Apple just released an insanely high-resolution screen with a computer inside of it. Here are the highlights of what you can do with the new iMac, according to Phil Schiller, the company's head of marketing: edit video and photos, read magazines ... um, look at the pretty app icons.
"There has never been a display to show off that great new user interface as beautiful as this new Retina 5K display," Schiller says on stage at Apple's headquarters in Cupertino, California. "When you read text, it looks incredible, crisp and sharp, with magazine quality. If you work with photos, you'll have never worked on a desktop display with this level of detail."
You may have noticed a major omission: watching video. That's because there's basically nothing available in 5K definition. Most movies and television shows are made for mainstream high-definition TVs like the one you probably have in your living room. The iMac's screen is seven times sharper than that. You can still watch an HD movie full-screen on the new 27-inch iMac, but it'll just blow the picture up to fit. You won't be able to see every pore on Daenerys Targaryen's cheek.
If you're the kind of person who drops a lot of money on fancy new things, you might have an Ultra-HD TV at home. That has a 4K resolution. (In technical terms, that's one less K than the iMac.) But even 4K content won't take full advantage of Apple's new computer. Apple declined to comment.
Schiller is right that the new iMac is "an incredible feat of engineering." It's just not a very practical product for regular people — in case the $2,499 price tag didn't give that away. They should have just called it the iMac Pro. Film editors and professional photographers will spill gallons of saliva when they see this thing in the Apple Store, especially the ones who can expense it.
"It's really for high-power creatives," says J.P. Gownder, an analyst at Forrester Research. "It's not really pitched to the average user, not by price point. The days of the $2,500 computer is long past for the mass market."
As a consumer product, the 5K iMac stumbles for the same reason most people aren't buying 4K TVs. There's nothing to watch. Gownder points out that networks don't broadcast the Super Bowl in 4K. Or just about anything else, really. You can't buy a Blu-ray that supports 4K today, and one isn't expected to hit the market until late-next year at the earliest. HBO Go, Hulu Plus, Major League Baseball? No Ultra HD.
Amazon.com has a tiny selection of video available in that format. Netflix’s 4K roster is limitedmainly to Sony’s newer film releases, "Breaking Bad," NBC's "The Blacklist" and Netflix’s own shows. Despite those slim pickings, Netflix just upped the cost of Ultra-HD access to $11.99.
"The cost to deliver those bits is so expensive," says Dan Rayburn, an analyst at market researcher Frost & Sullivan. "You have a lot of issues with 4K. You have a device problem — most people don't have devices that support it. You have a bandwidth problem. And you have a content problem. On top of that, you have a business problem."
Shooting in 5K is very expensive, Rayburn says, and few Americans have a fast enough Internet connection at home to stream the video. An Ultra-HD iMac or Apple TV set or some other pretty screen isn't going to solve those problems. But man, would you look at those icons.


-- Directions --
Without the images, set down each entry exactly.

── Source material

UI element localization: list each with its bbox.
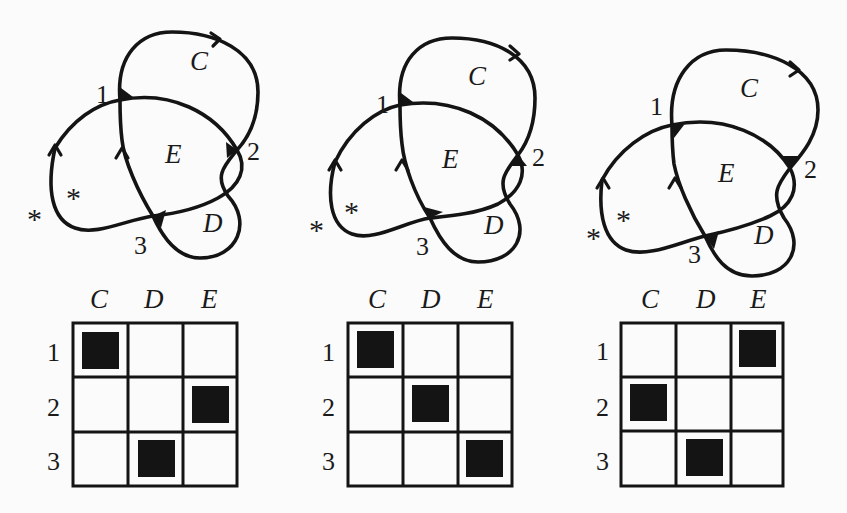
grid-cell-filled-1-c bbox=[357, 331, 394, 368]
arrow-up-inner-icon bbox=[116, 148, 128, 158]
basepoint-star-outer: * bbox=[586, 221, 601, 254]
crossing-label-1: 1 bbox=[376, 90, 389, 119]
region-label-e: E bbox=[441, 144, 459, 174]
region-label-d: D bbox=[483, 210, 504, 240]
crossing-label-1: 1 bbox=[96, 80, 109, 109]
state-grid: C D E 1 2 3 bbox=[322, 284, 512, 486]
grid-col-label-e: E bbox=[749, 284, 767, 314]
region-label-d: D bbox=[753, 220, 774, 250]
knot-strand-inner bbox=[120, 100, 153, 216]
marker-wedge-crossing-2 bbox=[780, 156, 801, 168]
grid-col-label-d: D bbox=[695, 284, 716, 314]
knot-state-figure: C E D 1 2 3 * * C D E 1 2 3 bbox=[0, 0, 847, 513]
state-grid: C D E 1 2 3 bbox=[47, 284, 237, 486]
crossing-label-3: 3 bbox=[134, 231, 147, 260]
grid-cell-filled-2-e bbox=[192, 386, 229, 423]
grid-row-label-2: 2 bbox=[596, 393, 609, 422]
region-label-c: C bbox=[190, 46, 209, 76]
state-grid: C D E 1 2 3 bbox=[596, 284, 783, 486]
grid-col-label-e: E bbox=[476, 284, 494, 314]
grid-row-label-1: 1 bbox=[47, 338, 60, 367]
grid-col-label-d: D bbox=[143, 284, 164, 314]
basepoint-star-inner: * bbox=[616, 203, 631, 236]
grid-cell-filled-2-c bbox=[630, 384, 667, 421]
trefoil-diagram: C E D 1 2 3 * * bbox=[586, 50, 818, 276]
region-label-c: C bbox=[740, 73, 759, 103]
basepoint-star-outer: * bbox=[27, 202, 42, 235]
grid-row-label-3: 3 bbox=[596, 447, 609, 476]
grid-col-label-c: C bbox=[90, 284, 109, 314]
basepoint-star-inner: * bbox=[66, 181, 81, 214]
panel-3: C E D 1 2 3 * * C D E 1 2 3 bbox=[586, 50, 818, 486]
region-label-e: E bbox=[717, 158, 735, 188]
grid-cell-filled-2-d bbox=[412, 385, 449, 422]
grid-row-label-3: 3 bbox=[47, 447, 60, 476]
grid-cell-filled-3-d bbox=[686, 439, 723, 476]
crossing-label-3: 3 bbox=[688, 240, 701, 269]
panel-2: C E D 1 2 3 * * C D E 1 2 3 bbox=[309, 38, 545, 486]
region-label-c: C bbox=[468, 61, 487, 91]
crossing-label-2: 2 bbox=[247, 137, 260, 166]
grid-row-label-1: 1 bbox=[322, 338, 335, 367]
basepoint-star-inner: * bbox=[344, 195, 359, 228]
crossing-label-3: 3 bbox=[416, 232, 429, 261]
grid-row-label-3: 3 bbox=[322, 447, 335, 476]
grid-col-label-e: E bbox=[200, 284, 218, 314]
region-label-d: D bbox=[202, 208, 223, 238]
grid-row-label-1: 1 bbox=[596, 337, 609, 366]
trefoil-diagram: C E D 1 2 3 * * bbox=[309, 38, 545, 262]
crossing-label-2: 2 bbox=[532, 143, 545, 172]
grid-row-label-2: 2 bbox=[322, 393, 335, 422]
grid-cell-filled-1-e bbox=[739, 330, 776, 367]
crossing-label-1: 1 bbox=[650, 92, 663, 121]
grid-cell-filled-3-e bbox=[466, 440, 503, 477]
grid-col-label-d: D bbox=[420, 284, 441, 314]
region-label-e: E bbox=[164, 139, 182, 169]
trefoil-diagram: C E D 1 2 3 * * bbox=[27, 32, 260, 260]
grid-cell-filled-1-c bbox=[82, 332, 119, 369]
grid-col-label-c: C bbox=[641, 284, 660, 314]
grid-cell-filled-3-d bbox=[138, 440, 175, 477]
panel-1: C E D 1 2 3 * * C D E 1 2 3 bbox=[27, 32, 260, 486]
grid-row-label-2: 2 bbox=[47, 393, 60, 422]
crossing-label-2: 2 bbox=[804, 155, 817, 184]
grid-col-label-c: C bbox=[368, 284, 387, 314]
knot-strand-top-loop bbox=[120, 32, 258, 258]
basepoint-star-outer: * bbox=[309, 213, 324, 246]
marker-wedge-crossing-1 bbox=[672, 125, 684, 138]
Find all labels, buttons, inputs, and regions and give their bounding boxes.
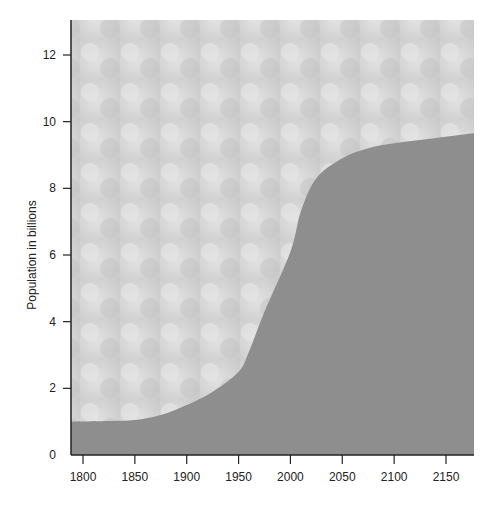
- population-chart: 024681012 180018501900195020002050210021…: [0, 0, 496, 509]
- x-tick-label: 2150: [433, 470, 460, 484]
- x-tick-label: 2100: [381, 470, 408, 484]
- y-tick-label: 12: [43, 48, 57, 62]
- x-tick-label: 2050: [329, 470, 356, 484]
- x-tick-label: 1950: [225, 470, 252, 484]
- y-tick-label: 8: [49, 181, 56, 195]
- y-tick-label: 0: [49, 448, 56, 462]
- y-axis-ticks: 024681012: [43, 48, 71, 462]
- y-tick-label: 2: [49, 381, 56, 395]
- y-axis-title: Population in billions: [25, 200, 39, 309]
- x-tick-label: 2000: [277, 470, 304, 484]
- x-tick-label: 1800: [70, 470, 97, 484]
- x-tick-label: 1900: [173, 470, 200, 484]
- x-axis-ticks: 18001850190019502000205021002150: [70, 455, 460, 484]
- y-tick-label: 10: [43, 115, 57, 129]
- x-tick-label: 1850: [122, 470, 149, 484]
- y-tick-label: 4: [49, 315, 56, 329]
- y-tick-label: 6: [49, 248, 56, 262]
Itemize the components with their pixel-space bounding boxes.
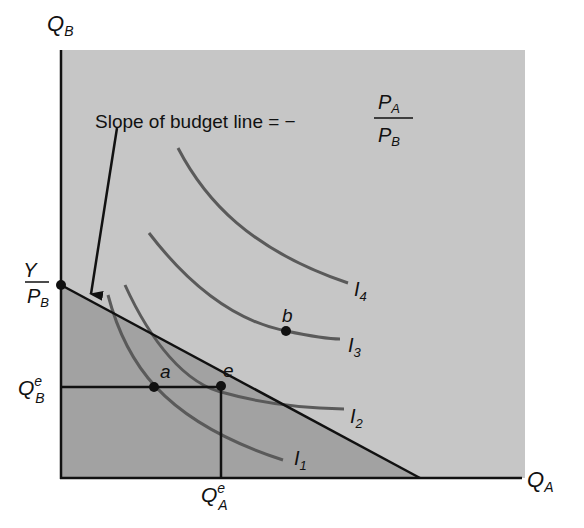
- y-axis-label: QB: [47, 11, 73, 39]
- intercept-denominator: PB: [27, 285, 49, 310]
- budget-line-diagram: QB QA Slope of budget line = − PA PB Y P…: [0, 0, 584, 528]
- point-b: [281, 326, 291, 336]
- intercept-numerator: Y: [23, 259, 38, 281]
- x-axis-label: QA: [527, 467, 553, 495]
- qb-equilibrium-label: QeB: [18, 373, 44, 406]
- point-intercept: [56, 280, 66, 290]
- point-b-label: b: [282, 305, 293, 326]
- point-e: [216, 381, 226, 391]
- qa-equilibrium-label: QeA: [201, 480, 227, 513]
- point-e-label: e: [223, 360, 234, 381]
- slope-annotation-text: Slope of budget line = −: [95, 111, 296, 132]
- point-a: [149, 382, 159, 392]
- point-a-label: a: [160, 361, 171, 382]
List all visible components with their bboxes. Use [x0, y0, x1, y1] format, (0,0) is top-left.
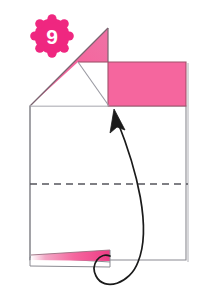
- step-badge-shape: 9: [30, 14, 74, 58]
- main-square-panel: [30, 106, 186, 260]
- step-number-badge: 9: [30, 14, 74, 58]
- step-number-text: 9: [46, 25, 58, 48]
- origami-step-diagram: 9: [0, 0, 209, 295]
- upper-right-pink-rectangle: [108, 62, 186, 106]
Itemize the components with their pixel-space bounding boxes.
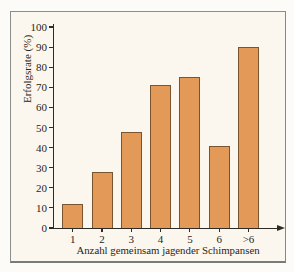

────

-- Answer to the exercise --
UI element localization: list each with its bbox.
grid-cell-filled-1-c bbox=[357, 331, 394, 368]
arrow-up-inner-icon bbox=[116, 148, 128, 158]
basepoint-star-outer: * bbox=[586, 221, 601, 254]
crossing-label-1: 1 bbox=[376, 90, 389, 119]
region-label-e: E bbox=[441, 144, 459, 174]
region-label-d: D bbox=[483, 210, 504, 240]
crossing-label-1: 1 bbox=[96, 80, 109, 109]
state-grid: C D E 1 2 3 bbox=[322, 284, 512, 486]
grid-col-label-e: E bbox=[749, 284, 767, 314]
region-label-d: D bbox=[753, 220, 774, 250]
knot-strand-inner bbox=[120, 100, 153, 216]
marker-wedge-crossing-2 bbox=[780, 156, 801, 168]
grid-col-label-d: D bbox=[695, 284, 716, 314]
knot-state-figure: C E D 1 2 3 * * C D E 1 2 3 bbox=[0, 0, 847, 513]
state-grid: C D E 1 2 3 bbox=[47, 284, 237, 486]
crossing-label-3: 3 bbox=[134, 231, 147, 260]
grid-cell-filled-2-e bbox=[192, 386, 229, 423]
grid-row-label-2: 2 bbox=[596, 393, 609, 422]
region-label-c: C bbox=[190, 46, 209, 76]
state-grid: C D E 1 2 3 bbox=[596, 284, 783, 486]
grid-col-label-e: E bbox=[476, 284, 494, 314]
grid-row-label-1: 1 bbox=[47, 338, 60, 367]
grid-col-label-d: D bbox=[143, 284, 164, 314]
basepoint-star-inner: * bbox=[616, 203, 631, 236]
grid-cell-filled-2-c bbox=[630, 384, 667, 421]
trefoil-diagram: C E D 1 2 3 * * bbox=[586, 50, 818, 276]
region-label-c: C bbox=[740, 73, 759, 103]
basepoint-star-outer: * bbox=[27, 202, 42, 235]
grid-row-label-3: 3 bbox=[596, 447, 609, 476]
grid-col-label-c: C bbox=[90, 284, 109, 314]
basepoint-star-inner: * bbox=[66, 181, 81, 214]
panel-3: C E D 1 2 3 * * C D E 1 2 3 bbox=[586, 50, 818, 486]
region-label-e: E bbox=[717, 158, 735, 188]
grid-cell-filled-2-d bbox=[412, 385, 449, 422]
grid-row-label-3: 3 bbox=[47, 447, 60, 476]
grid-cell-filled-3-d bbox=[686, 439, 723, 476]
crossing-label-3: 3 bbox=[688, 240, 701, 269]
panel-2: C E D 1 2 3 * * C D E 1 2 3 bbox=[309, 38, 545, 486]
region-label-c: C bbox=[468, 61, 487, 91]
crossing-label-2: 2 bbox=[247, 137, 260, 166]
grid-row-label-1: 1 bbox=[322, 338, 335, 367]
basepoint-star-inner: * bbox=[344, 195, 359, 228]
crossing-label-3: 3 bbox=[416, 232, 429, 261]
grid-row-label-3: 3 bbox=[322, 447, 335, 476]
grid-col-label-e: E bbox=[200, 284, 218, 314]
region-label-d: D bbox=[202, 208, 223, 238]
grid-row-label-1: 1 bbox=[596, 337, 609, 366]
trefoil-diagram: C E D 1 2 3 * * bbox=[309, 38, 545, 262]
crossing-label-2: 2 bbox=[532, 143, 545, 172]
grid-row-label-2: 2 bbox=[322, 393, 335, 422]
grid-cell-filled-1-e bbox=[739, 330, 776, 367]
crossing-label-1: 1 bbox=[650, 92, 663, 121]
grid-cell-filled-3-e bbox=[466, 440, 503, 477]
grid-col-label-d: D bbox=[420, 284, 441, 314]
region-label-e: E bbox=[164, 139, 182, 169]
trefoil-diagram: C E D 1 2 3 * * bbox=[27, 32, 260, 260]
grid-cell-filled-1-c bbox=[82, 332, 119, 369]
grid-col-label-c: C bbox=[641, 284, 660, 314]
grid-cell-filled-3-d bbox=[138, 440, 175, 477]
panel-1: C E D 1 2 3 * * C D E 1 2 3 bbox=[27, 32, 260, 486]
grid-row-label-2: 2 bbox=[47, 393, 60, 422]
crossing-label-2: 2 bbox=[804, 155, 817, 184]
grid-col-label-c: C bbox=[368, 284, 387, 314]
knot-strand-top-loop bbox=[120, 32, 258, 258]
basepoint-star-outer: * bbox=[309, 213, 324, 246]
marker-wedge-crossing-1 bbox=[672, 125, 684, 138]
Find all labels, buttons, inputs, and regions and give their bounding boxes.
- population-chart: 024681012 180018501900195020002050210021…: [0, 0, 496, 509]
- x-tick-label: 2150: [433, 470, 460, 484]
- x-tick-label: 2100: [381, 470, 408, 484]
- y-tick-label: 12: [43, 48, 57, 62]
- x-tick-label: 2050: [329, 470, 356, 484]
- x-tick-label: 1950: [225, 470, 252, 484]
- y-tick-label: 8: [49, 181, 56, 195]
- y-tick-label: 0: [49, 448, 56, 462]
- y-axis-ticks: 024681012: [43, 48, 71, 462]
- y-tick-label: 2: [49, 381, 56, 395]
- y-axis-title: Population in billions: [25, 200, 39, 309]
- x-tick-label: 2000: [277, 470, 304, 484]
- x-tick-label: 1800: [70, 470, 97, 484]
- x-tick-label: 1900: [173, 470, 200, 484]
- x-axis-ticks: 18001850190019502000205021002150: [70, 455, 460, 484]
- y-tick-label: 10: [43, 115, 57, 129]
- x-tick-label: 1850: [122, 470, 149, 484]
- y-tick-label: 4: [49, 315, 56, 329]
- y-tick-label: 6: [49, 248, 56, 262]
Itemize the components with their pixel-space bounding boxes.
- y-axis-label: QB: [47, 11, 73, 39]
- intercept-denominator: PB: [27, 285, 49, 310]
- budget-line-diagram: QB QA Slope of budget line = − PA PB Y P…: [0, 0, 584, 528]
- point-b: [281, 326, 291, 336]
- intercept-numerator: Y: [23, 259, 38, 281]
- x-axis-label: QA: [527, 467, 553, 495]
- qb-equilibrium-label: QeB: [18, 373, 44, 406]
- point-intercept: [56, 280, 66, 290]
- point-b-label: b: [282, 305, 293, 326]
- point-e: [216, 381, 226, 391]
- qa-equilibrium-label: QeA: [201, 480, 227, 513]
- point-e-label: e: [223, 360, 234, 381]
- slope-annotation-text: Slope of budget line = −: [95, 111, 296, 132]
- point-a: [149, 382, 159, 392]
- point-a-label: a: [160, 361, 171, 382]
List all visible components with their bboxes. Use [x0, y0, x1, y1] format, (0,0) is top-left.
- step-badge-shape: 9: [30, 14, 74, 58]
- main-square-panel: [30, 106, 186, 260]
- step-number-badge: 9: [30, 14, 74, 58]
- step-number-text: 9: [46, 25, 58, 48]
- origami-step-diagram: 9: [0, 0, 209, 295]
- upper-right-pink-rectangle: [108, 62, 186, 106]
Itemize the components with their pixel-space bounding boxes.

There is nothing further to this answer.